Row, row, row your boat. Yes, it's on again this summer.
The Navy George Bass Surf Boat Marathon, the longest, toughest open-sea surfboat race in the world, will be rowed from Batemans Bay to Eden from January 3 to 9.
After arriving by helicopter at a park next to Bulli Surf Life Saving Club yesterday, Commander Fleet Air Arm, Commodore Tony Dalton, officially launched the biannual event.
This is the second time the Royal Australian Navy has had naming rights sponsorship of the George Bass marathon.
The first George Bass Surf Boat Marathon was in 1975, the brainchild of then Bega District News editor Curly Annabel, inspired by the open boat journey of Surgeon Commander George Bass, who rowed with a crew of six in an open whaleboat mapping the coast of NSW and Victoria in 1797.
Commodore Dalton said the legacy of Bass' exploring spirit lives on in the Navy's modern maritime explorers - the Australian Hydrographic Service whose head office is in Wollongong.
"Navy supports the Australian Surf Rowers League and the George Bass Surf Boat Marathon because the rowing discipline commands a high level of fitness, commitment, skill and teamwork, the very same values that we in the Navy strive to apply in everything we do," Commodore Dalton said.

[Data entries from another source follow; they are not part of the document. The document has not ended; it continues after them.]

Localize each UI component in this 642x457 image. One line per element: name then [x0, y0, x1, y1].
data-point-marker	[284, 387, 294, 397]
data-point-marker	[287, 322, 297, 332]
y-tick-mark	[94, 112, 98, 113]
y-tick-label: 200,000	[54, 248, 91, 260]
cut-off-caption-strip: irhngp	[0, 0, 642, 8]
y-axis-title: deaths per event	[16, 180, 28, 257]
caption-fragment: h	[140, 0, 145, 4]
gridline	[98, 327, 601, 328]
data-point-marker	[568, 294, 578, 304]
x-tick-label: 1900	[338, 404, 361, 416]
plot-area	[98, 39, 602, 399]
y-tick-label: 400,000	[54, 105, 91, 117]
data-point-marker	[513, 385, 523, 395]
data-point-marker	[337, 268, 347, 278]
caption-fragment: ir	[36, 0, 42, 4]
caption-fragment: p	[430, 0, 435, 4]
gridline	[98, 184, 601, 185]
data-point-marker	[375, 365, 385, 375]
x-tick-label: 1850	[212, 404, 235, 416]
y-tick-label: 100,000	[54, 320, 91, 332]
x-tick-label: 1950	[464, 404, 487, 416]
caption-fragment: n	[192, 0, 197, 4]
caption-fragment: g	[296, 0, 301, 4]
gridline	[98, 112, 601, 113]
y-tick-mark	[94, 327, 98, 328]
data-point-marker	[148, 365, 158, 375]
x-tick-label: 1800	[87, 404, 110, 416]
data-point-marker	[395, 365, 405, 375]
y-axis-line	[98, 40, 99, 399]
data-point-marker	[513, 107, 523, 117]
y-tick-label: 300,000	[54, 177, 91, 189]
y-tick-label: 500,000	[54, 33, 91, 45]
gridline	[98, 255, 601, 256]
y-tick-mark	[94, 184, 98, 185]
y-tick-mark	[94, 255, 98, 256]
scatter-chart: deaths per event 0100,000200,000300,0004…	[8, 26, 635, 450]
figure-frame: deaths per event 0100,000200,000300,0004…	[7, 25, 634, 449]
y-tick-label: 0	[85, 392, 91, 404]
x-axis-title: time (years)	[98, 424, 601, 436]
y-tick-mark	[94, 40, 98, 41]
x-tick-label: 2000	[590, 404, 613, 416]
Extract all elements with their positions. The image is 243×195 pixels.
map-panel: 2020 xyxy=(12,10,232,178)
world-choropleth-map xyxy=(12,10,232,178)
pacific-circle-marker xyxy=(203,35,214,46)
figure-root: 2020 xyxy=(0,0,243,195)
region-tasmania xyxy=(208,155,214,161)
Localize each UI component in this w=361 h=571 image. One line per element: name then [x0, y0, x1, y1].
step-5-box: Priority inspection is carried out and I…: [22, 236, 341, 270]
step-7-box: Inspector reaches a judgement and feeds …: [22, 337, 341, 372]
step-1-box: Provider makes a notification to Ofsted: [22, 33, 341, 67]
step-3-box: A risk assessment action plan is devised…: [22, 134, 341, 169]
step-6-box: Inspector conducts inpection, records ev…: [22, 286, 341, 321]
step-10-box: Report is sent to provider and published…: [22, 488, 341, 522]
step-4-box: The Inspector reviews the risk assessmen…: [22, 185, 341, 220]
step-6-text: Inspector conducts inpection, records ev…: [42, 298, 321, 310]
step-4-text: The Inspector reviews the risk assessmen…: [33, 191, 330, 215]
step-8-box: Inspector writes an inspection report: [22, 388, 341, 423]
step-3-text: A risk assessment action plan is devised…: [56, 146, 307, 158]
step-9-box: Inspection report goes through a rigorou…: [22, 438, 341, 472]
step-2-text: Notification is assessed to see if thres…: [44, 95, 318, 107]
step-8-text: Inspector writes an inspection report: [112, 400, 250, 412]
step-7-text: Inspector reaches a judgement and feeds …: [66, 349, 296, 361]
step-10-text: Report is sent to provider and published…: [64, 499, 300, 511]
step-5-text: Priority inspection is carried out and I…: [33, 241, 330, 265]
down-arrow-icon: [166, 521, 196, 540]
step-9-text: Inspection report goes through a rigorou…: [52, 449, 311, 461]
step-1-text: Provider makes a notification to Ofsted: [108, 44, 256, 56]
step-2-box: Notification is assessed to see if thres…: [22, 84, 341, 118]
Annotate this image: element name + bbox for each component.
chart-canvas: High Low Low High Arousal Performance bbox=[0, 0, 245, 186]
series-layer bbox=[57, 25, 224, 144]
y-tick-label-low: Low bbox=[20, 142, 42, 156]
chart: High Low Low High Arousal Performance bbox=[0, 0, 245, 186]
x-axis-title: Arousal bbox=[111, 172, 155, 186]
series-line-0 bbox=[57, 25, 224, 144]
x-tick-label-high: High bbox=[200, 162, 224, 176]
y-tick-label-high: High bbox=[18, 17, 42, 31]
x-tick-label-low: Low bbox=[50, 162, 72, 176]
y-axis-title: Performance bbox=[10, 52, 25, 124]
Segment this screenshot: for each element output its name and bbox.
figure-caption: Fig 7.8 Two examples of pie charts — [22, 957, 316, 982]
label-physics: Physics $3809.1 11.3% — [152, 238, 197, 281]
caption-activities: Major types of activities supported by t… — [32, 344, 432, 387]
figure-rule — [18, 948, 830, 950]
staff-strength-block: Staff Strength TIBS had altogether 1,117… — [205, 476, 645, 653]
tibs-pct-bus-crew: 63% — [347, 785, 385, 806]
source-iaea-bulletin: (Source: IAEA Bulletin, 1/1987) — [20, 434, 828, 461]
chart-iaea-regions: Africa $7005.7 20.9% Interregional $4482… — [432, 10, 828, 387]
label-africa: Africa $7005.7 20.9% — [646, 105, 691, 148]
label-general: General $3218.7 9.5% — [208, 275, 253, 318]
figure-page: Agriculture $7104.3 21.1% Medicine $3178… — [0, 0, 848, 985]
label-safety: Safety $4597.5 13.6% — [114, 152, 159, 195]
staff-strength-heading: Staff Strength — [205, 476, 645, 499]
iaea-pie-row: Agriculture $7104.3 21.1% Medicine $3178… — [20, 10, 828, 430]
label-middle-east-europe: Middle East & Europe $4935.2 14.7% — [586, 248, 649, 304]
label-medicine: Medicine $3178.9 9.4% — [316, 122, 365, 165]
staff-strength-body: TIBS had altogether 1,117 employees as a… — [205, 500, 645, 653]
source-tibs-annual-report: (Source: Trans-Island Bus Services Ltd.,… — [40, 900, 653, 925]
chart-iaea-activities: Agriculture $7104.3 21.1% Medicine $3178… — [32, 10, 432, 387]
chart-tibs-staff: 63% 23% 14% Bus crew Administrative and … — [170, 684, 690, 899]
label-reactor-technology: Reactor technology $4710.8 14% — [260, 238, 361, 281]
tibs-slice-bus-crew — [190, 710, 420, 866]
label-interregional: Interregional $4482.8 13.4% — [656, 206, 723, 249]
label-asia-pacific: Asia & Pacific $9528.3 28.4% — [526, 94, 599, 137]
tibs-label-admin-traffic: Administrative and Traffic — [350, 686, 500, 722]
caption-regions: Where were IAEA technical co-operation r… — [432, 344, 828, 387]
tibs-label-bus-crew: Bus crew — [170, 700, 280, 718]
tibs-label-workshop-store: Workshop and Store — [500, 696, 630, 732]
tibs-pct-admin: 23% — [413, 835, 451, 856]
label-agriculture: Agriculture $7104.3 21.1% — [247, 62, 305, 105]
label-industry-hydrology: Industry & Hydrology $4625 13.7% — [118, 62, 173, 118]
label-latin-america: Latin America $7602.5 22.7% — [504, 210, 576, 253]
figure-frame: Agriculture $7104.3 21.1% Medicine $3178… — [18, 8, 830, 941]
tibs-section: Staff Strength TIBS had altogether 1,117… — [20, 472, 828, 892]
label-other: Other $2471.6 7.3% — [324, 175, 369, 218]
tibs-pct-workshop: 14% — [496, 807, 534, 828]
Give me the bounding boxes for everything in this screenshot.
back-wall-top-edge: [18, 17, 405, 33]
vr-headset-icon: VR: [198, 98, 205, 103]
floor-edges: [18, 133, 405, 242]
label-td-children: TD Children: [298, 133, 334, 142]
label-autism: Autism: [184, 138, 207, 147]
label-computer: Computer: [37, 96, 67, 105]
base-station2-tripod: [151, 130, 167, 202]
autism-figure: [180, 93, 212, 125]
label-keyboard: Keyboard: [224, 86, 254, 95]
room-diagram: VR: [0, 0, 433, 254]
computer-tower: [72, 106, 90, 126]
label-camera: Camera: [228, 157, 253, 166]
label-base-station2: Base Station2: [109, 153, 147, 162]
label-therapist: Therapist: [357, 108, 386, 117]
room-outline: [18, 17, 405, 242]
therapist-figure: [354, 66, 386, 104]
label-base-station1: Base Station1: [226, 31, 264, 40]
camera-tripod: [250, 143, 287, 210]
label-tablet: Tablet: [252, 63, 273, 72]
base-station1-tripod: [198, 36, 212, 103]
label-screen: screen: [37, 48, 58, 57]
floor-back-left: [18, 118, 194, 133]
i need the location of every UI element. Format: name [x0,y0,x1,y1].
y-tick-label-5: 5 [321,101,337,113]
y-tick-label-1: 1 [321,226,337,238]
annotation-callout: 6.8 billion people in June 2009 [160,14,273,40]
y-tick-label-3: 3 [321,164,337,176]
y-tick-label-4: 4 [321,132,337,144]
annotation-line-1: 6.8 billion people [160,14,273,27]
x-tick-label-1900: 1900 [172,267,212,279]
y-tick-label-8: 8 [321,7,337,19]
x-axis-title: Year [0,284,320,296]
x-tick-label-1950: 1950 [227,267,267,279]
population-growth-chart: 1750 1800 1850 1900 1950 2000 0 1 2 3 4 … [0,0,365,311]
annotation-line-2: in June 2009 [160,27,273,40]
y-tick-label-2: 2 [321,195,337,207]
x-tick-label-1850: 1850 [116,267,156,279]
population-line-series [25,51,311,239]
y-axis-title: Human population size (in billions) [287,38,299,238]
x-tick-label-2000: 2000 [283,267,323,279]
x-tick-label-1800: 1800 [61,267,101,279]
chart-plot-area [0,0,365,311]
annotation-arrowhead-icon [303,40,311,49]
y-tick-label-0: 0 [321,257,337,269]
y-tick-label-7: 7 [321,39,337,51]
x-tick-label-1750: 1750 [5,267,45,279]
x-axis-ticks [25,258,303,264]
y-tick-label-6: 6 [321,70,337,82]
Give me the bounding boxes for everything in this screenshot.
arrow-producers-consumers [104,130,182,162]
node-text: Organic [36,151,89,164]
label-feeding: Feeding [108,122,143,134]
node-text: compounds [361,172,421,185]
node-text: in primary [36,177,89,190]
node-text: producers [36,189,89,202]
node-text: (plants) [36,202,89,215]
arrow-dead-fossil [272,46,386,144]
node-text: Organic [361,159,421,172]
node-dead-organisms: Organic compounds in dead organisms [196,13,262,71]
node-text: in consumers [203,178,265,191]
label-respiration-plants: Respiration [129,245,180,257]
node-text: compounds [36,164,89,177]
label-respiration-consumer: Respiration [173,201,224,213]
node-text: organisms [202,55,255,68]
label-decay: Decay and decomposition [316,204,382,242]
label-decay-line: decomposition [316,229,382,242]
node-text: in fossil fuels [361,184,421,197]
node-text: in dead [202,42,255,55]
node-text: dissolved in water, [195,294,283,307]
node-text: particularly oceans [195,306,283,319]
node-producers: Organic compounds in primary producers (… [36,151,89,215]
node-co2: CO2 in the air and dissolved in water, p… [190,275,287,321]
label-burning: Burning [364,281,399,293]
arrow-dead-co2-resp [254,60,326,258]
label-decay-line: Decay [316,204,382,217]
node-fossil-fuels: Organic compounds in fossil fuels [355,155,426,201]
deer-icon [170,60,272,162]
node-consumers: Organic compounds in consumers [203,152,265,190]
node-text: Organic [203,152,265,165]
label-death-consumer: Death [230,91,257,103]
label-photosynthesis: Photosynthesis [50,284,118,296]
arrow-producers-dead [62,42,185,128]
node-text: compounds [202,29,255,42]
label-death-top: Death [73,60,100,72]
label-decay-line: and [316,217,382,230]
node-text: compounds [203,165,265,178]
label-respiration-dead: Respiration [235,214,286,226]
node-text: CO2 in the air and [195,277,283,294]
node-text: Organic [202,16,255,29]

More than 20 male and female crews from NSW, the ACT, Victoria and an international crew from Holland have already entered the 2010 George Bass marathon.
"At this stage we have 15 men's and nine women's teams," said Greg Malavey, of George Bass Marathon marketing and operations.
"The women have a far bigger team mix this time than last time, five crews from NSW, three from Victoria and one from ACT to give us nine."
Illawarra men's crews will be Bulli, Bulli Vets, Fairy Meadow and Wollongong City.